**Work instructions**
Return all the entries exactly, keeping pictures out.

**Data**
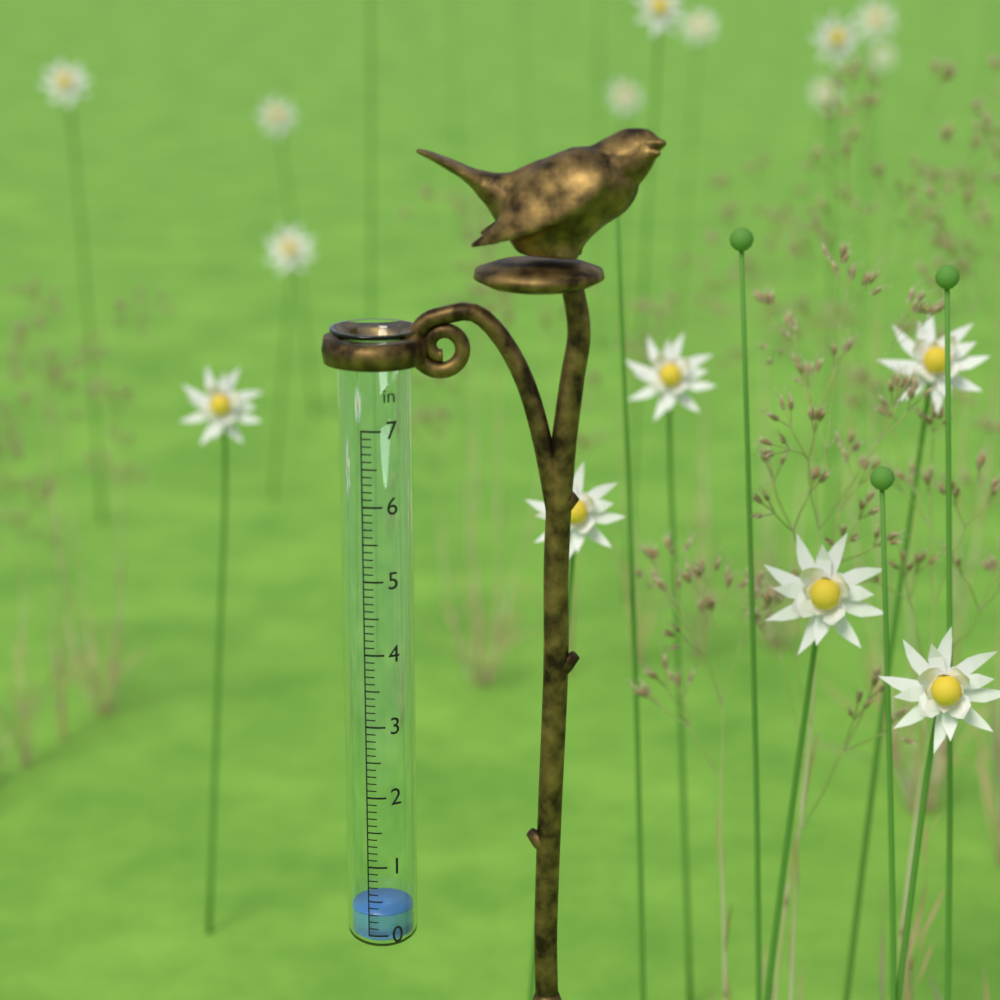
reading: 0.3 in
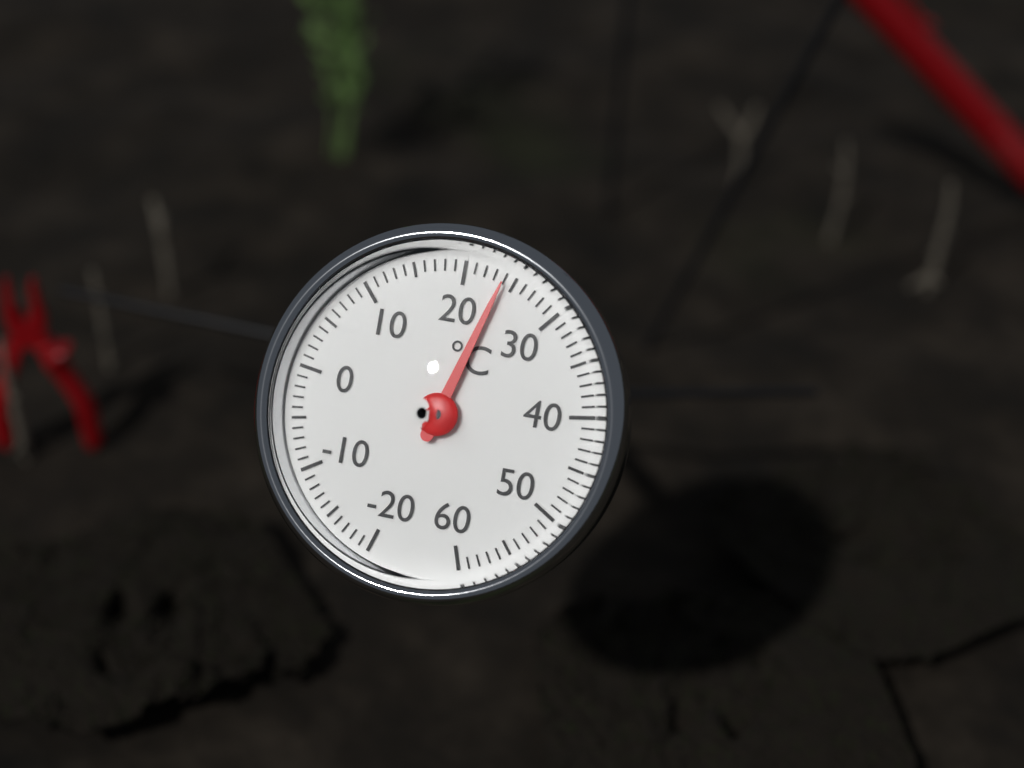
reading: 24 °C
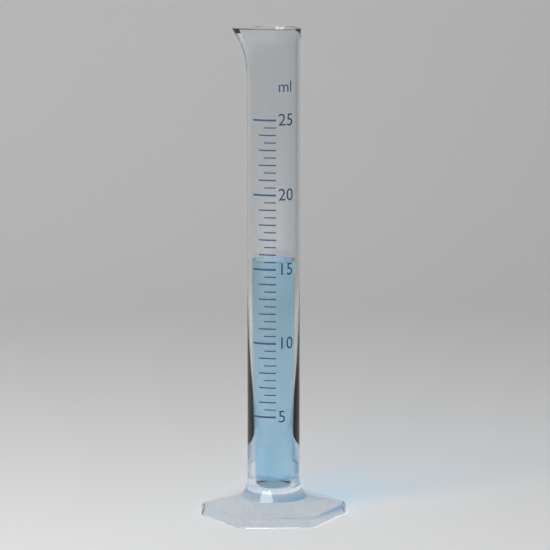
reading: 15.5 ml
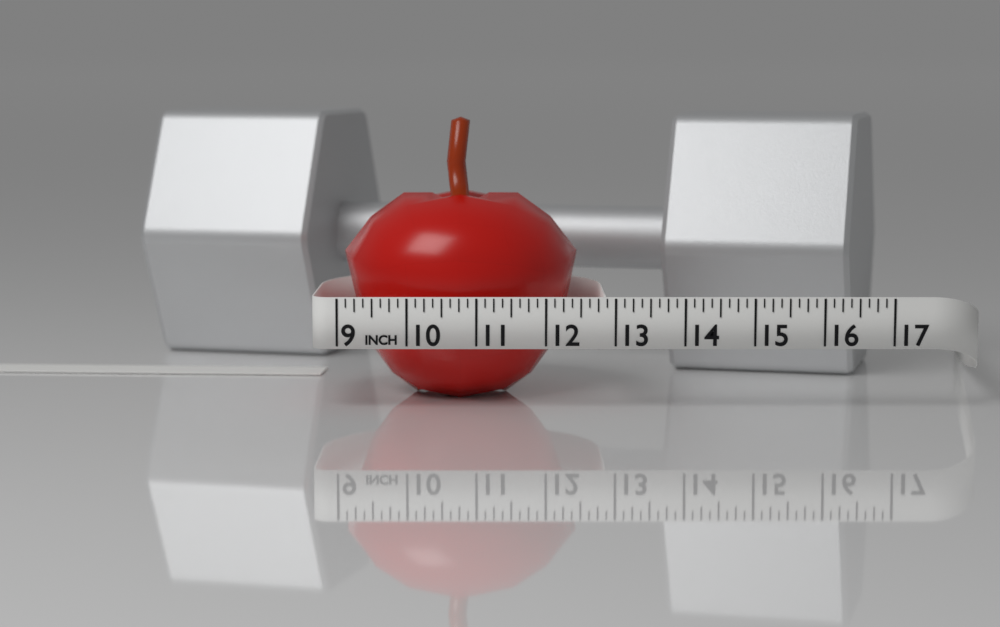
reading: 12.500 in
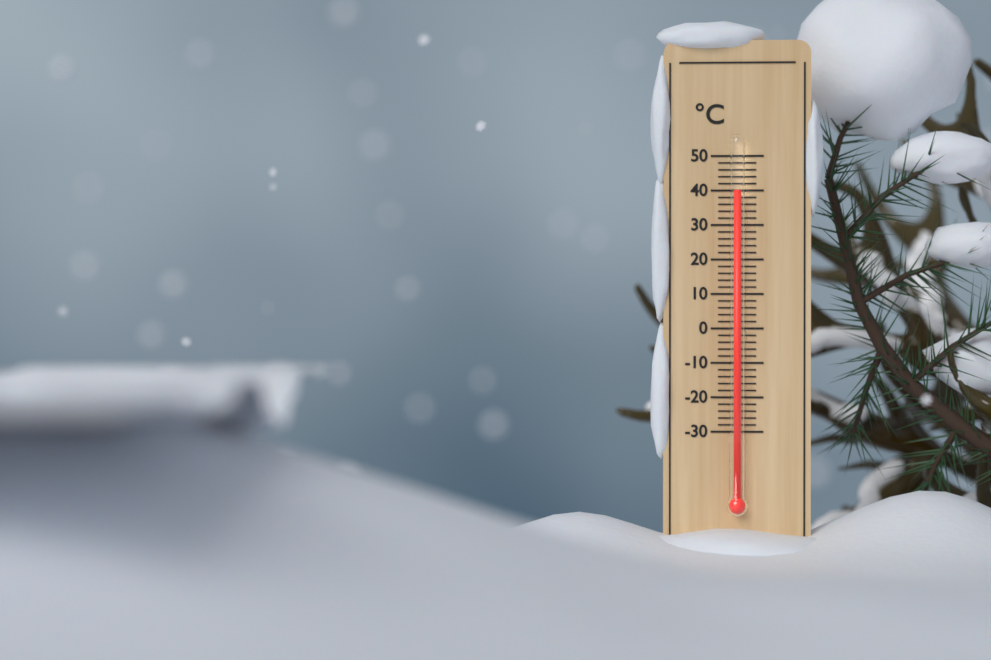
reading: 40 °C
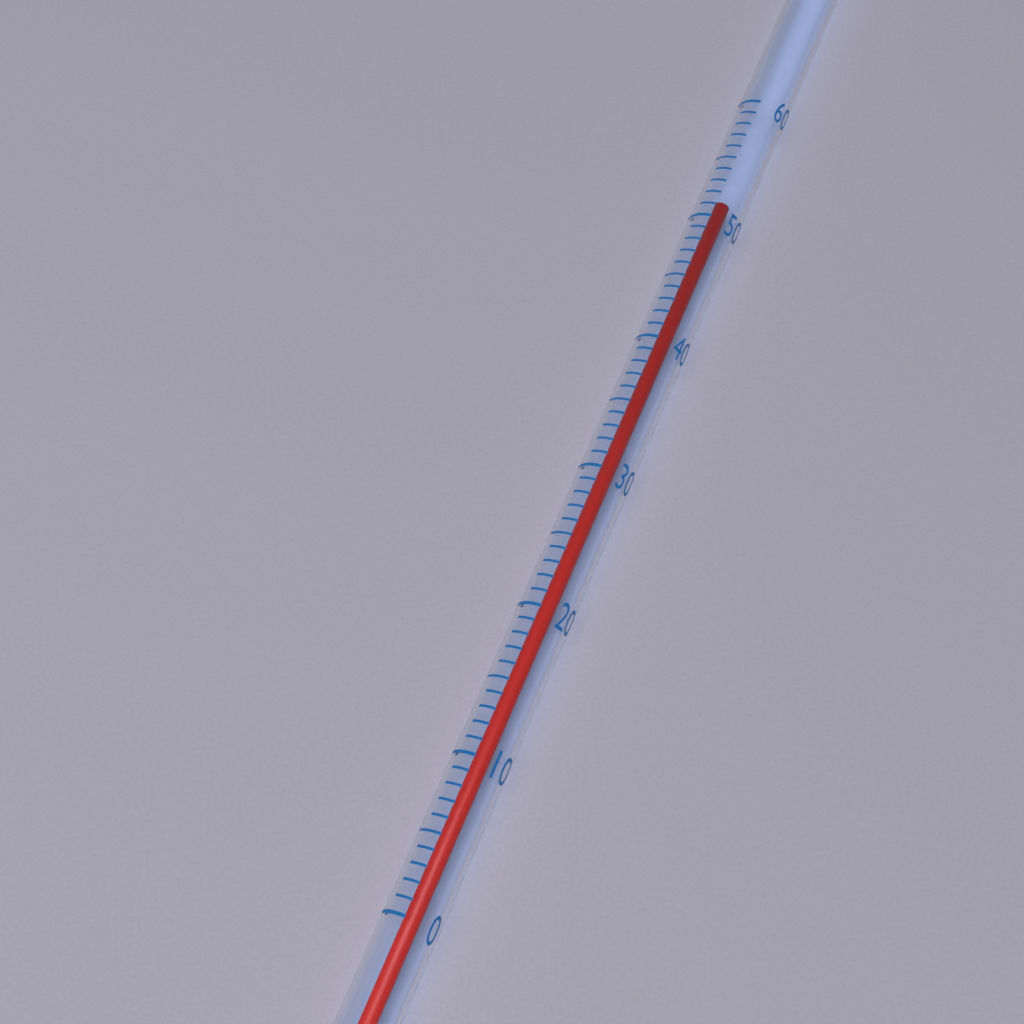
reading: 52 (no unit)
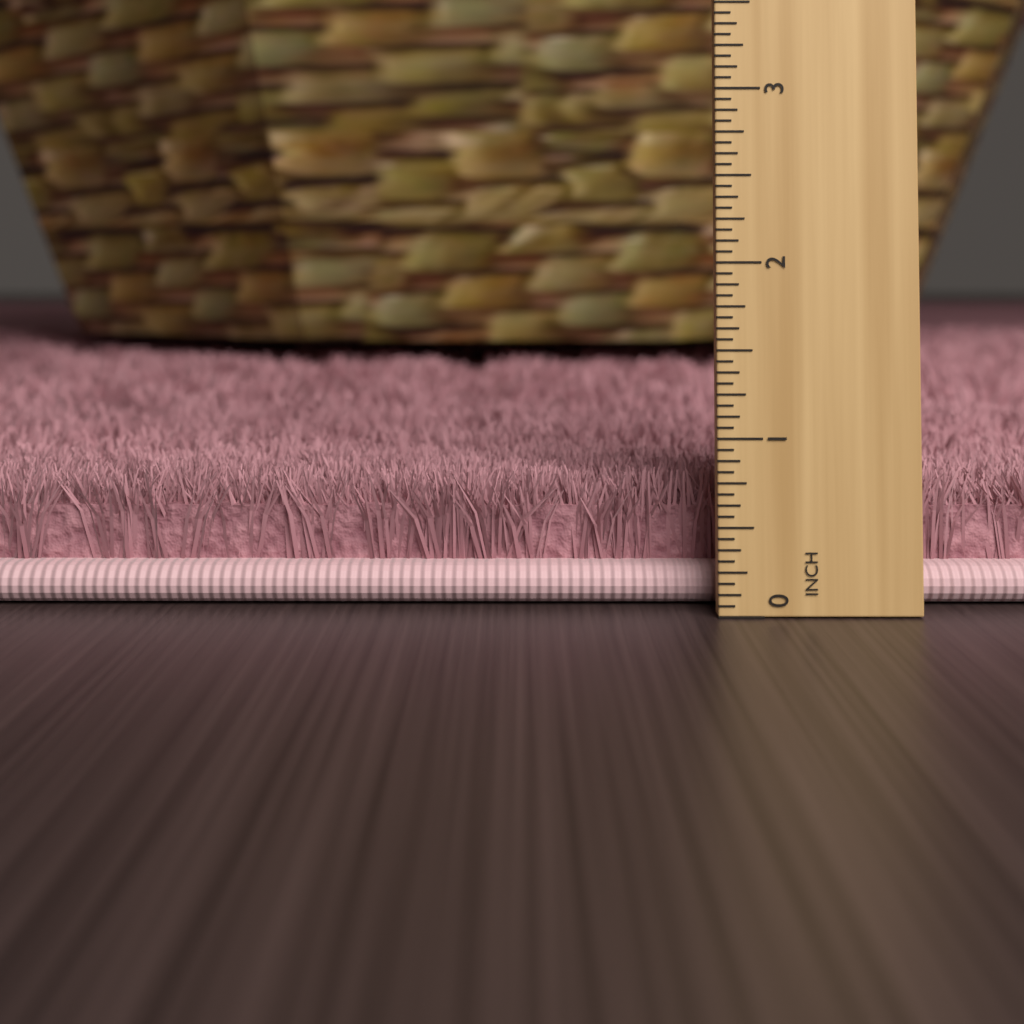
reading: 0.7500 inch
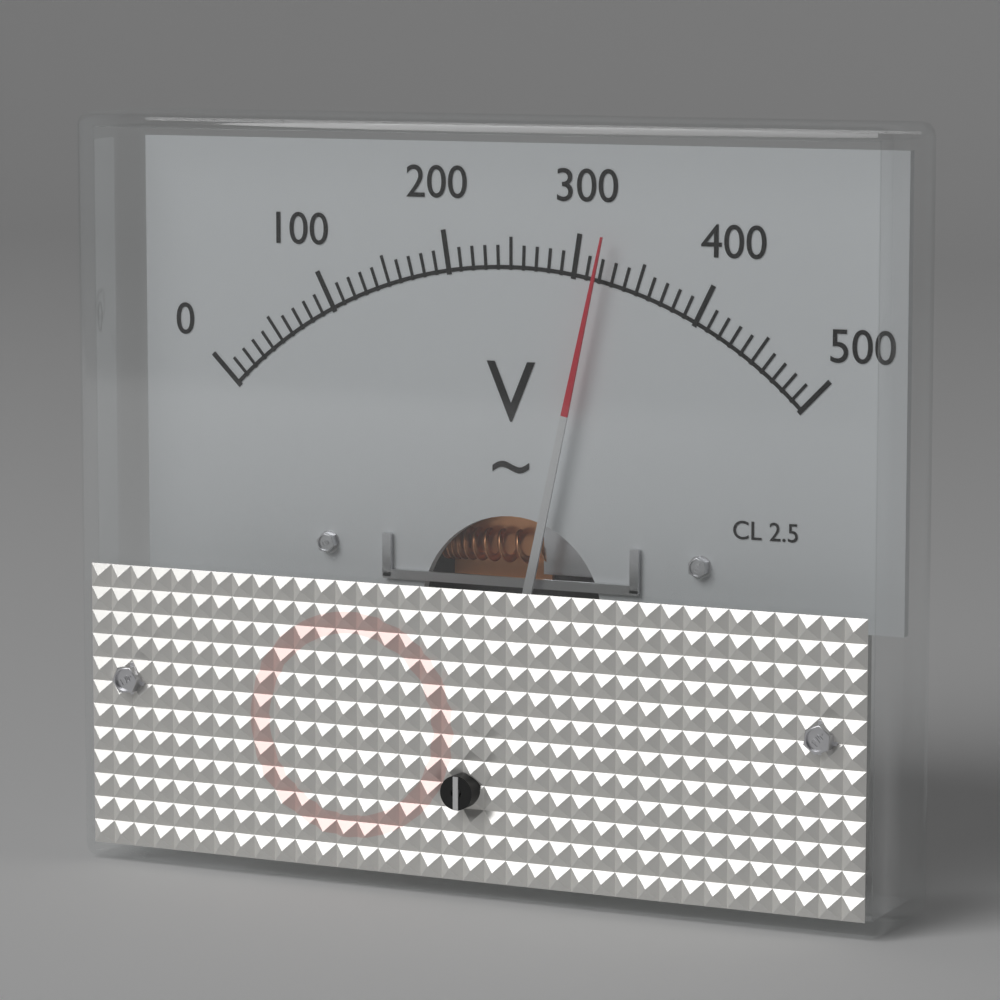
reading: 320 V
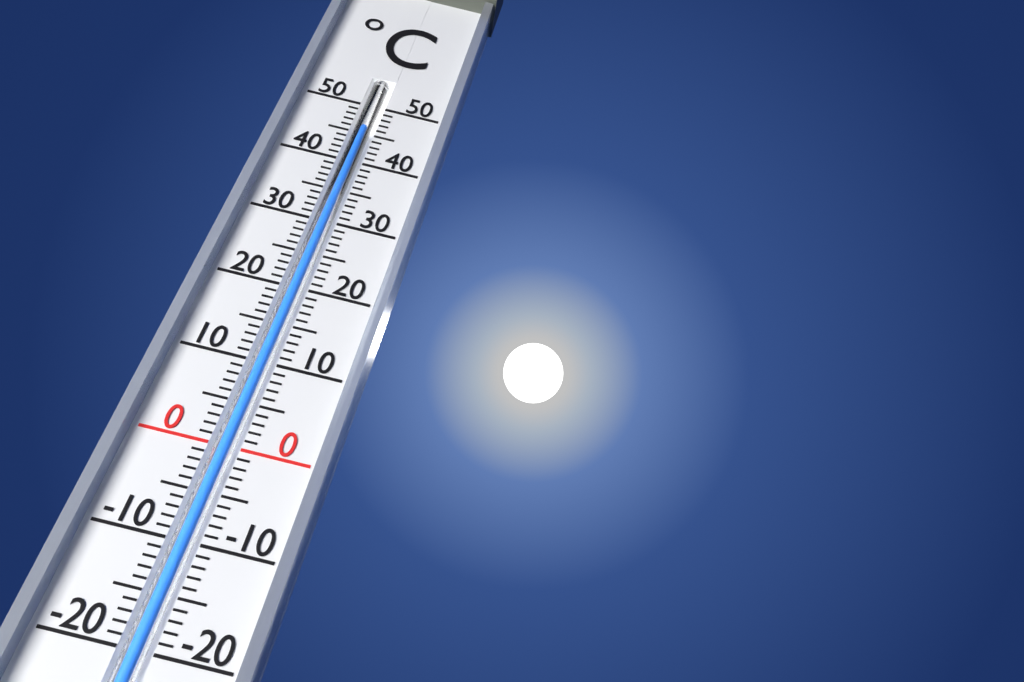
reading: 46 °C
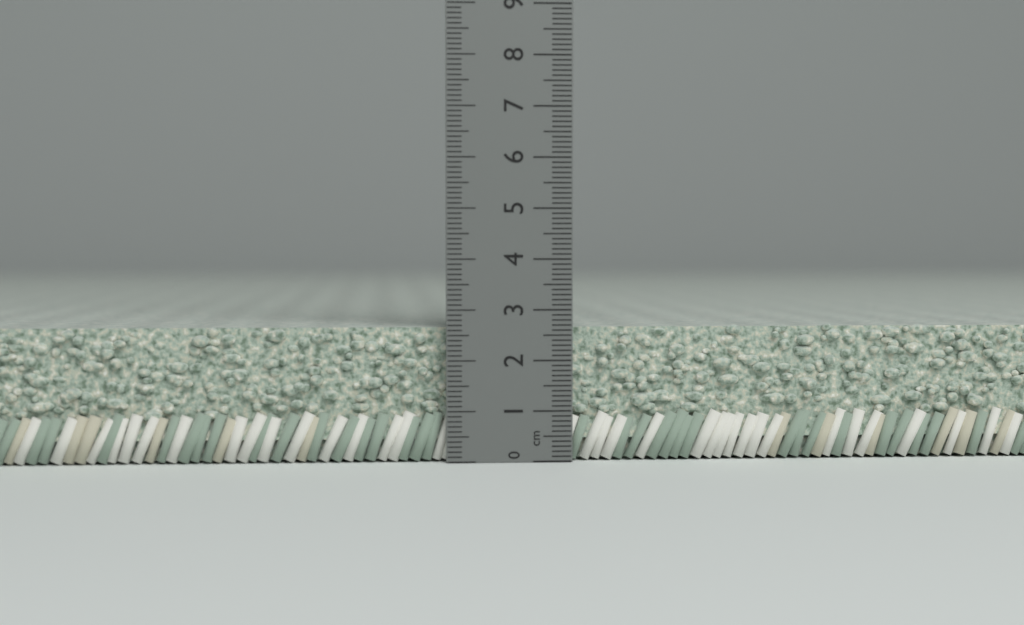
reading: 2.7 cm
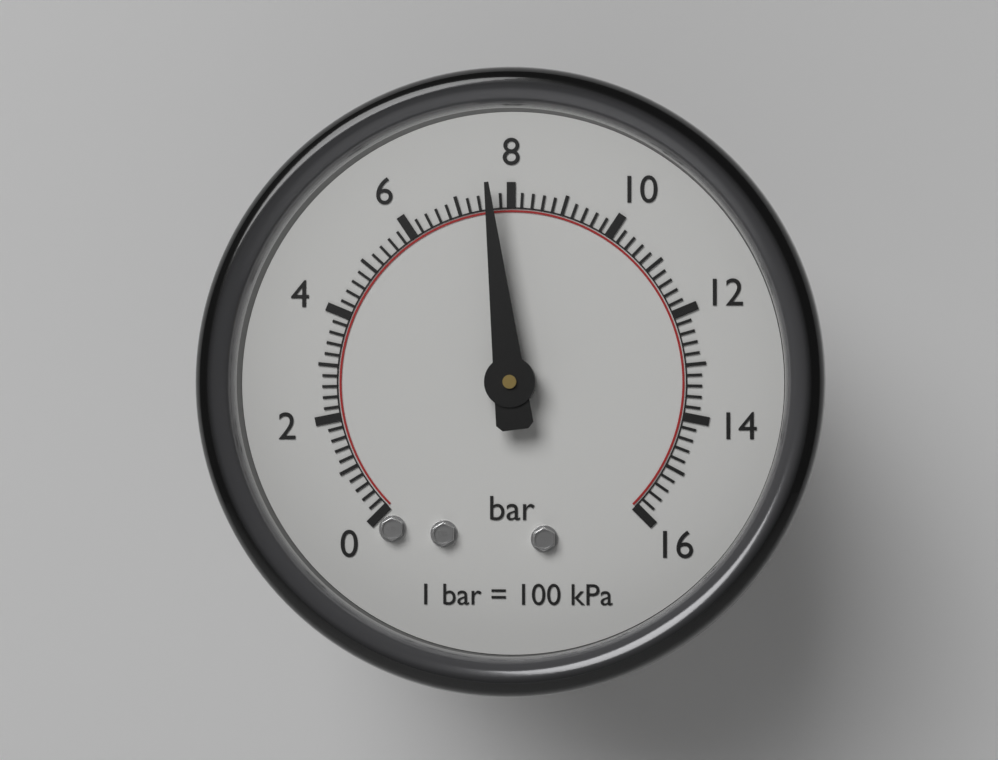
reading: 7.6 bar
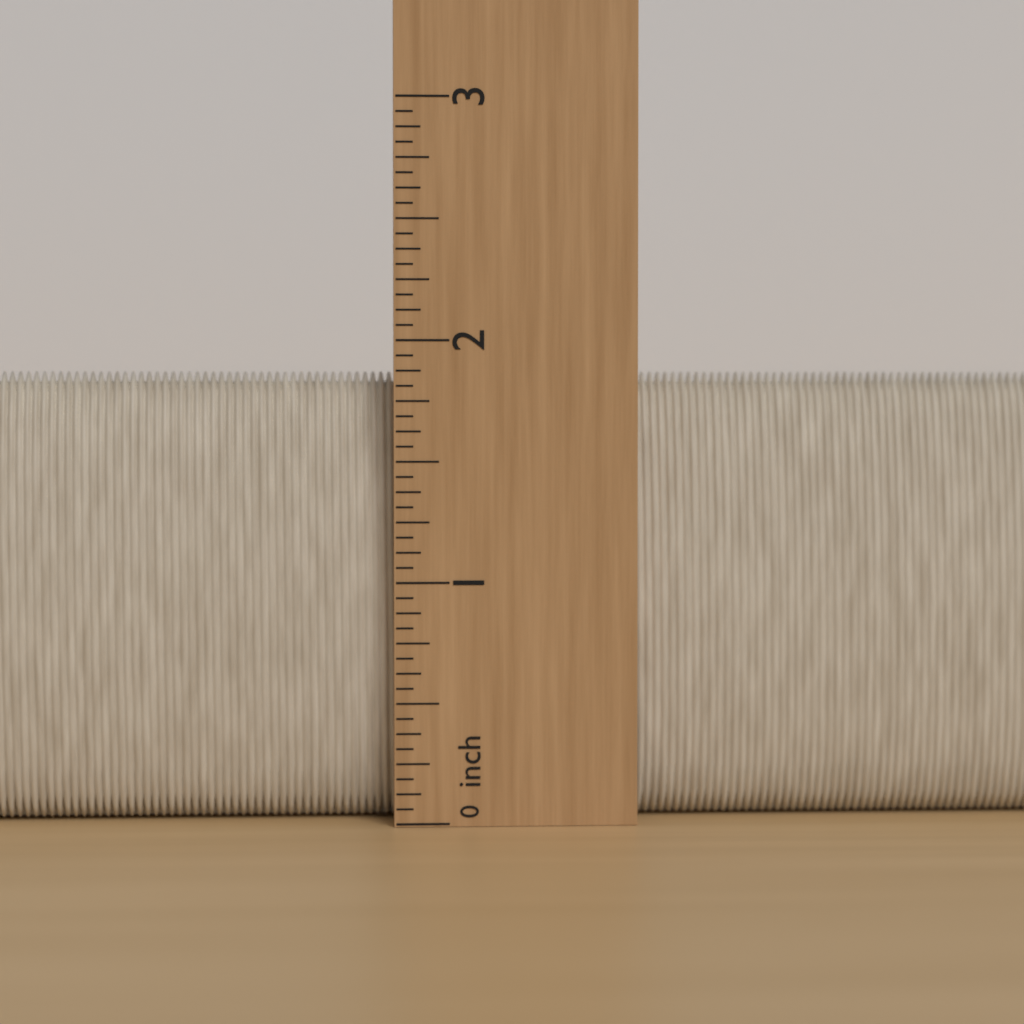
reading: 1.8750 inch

**Exercise response**
reading: 0.3 in
reading: 24 °C
reading: 15.5 ml
reading: 12.500 in
reading: 40 °C
reading: 52 (no unit)
reading: 0.7500 inch
reading: 320 V
reading: 46 °C
reading: 2.7 cm
reading: 7.6 bar
reading: 1.8750 inch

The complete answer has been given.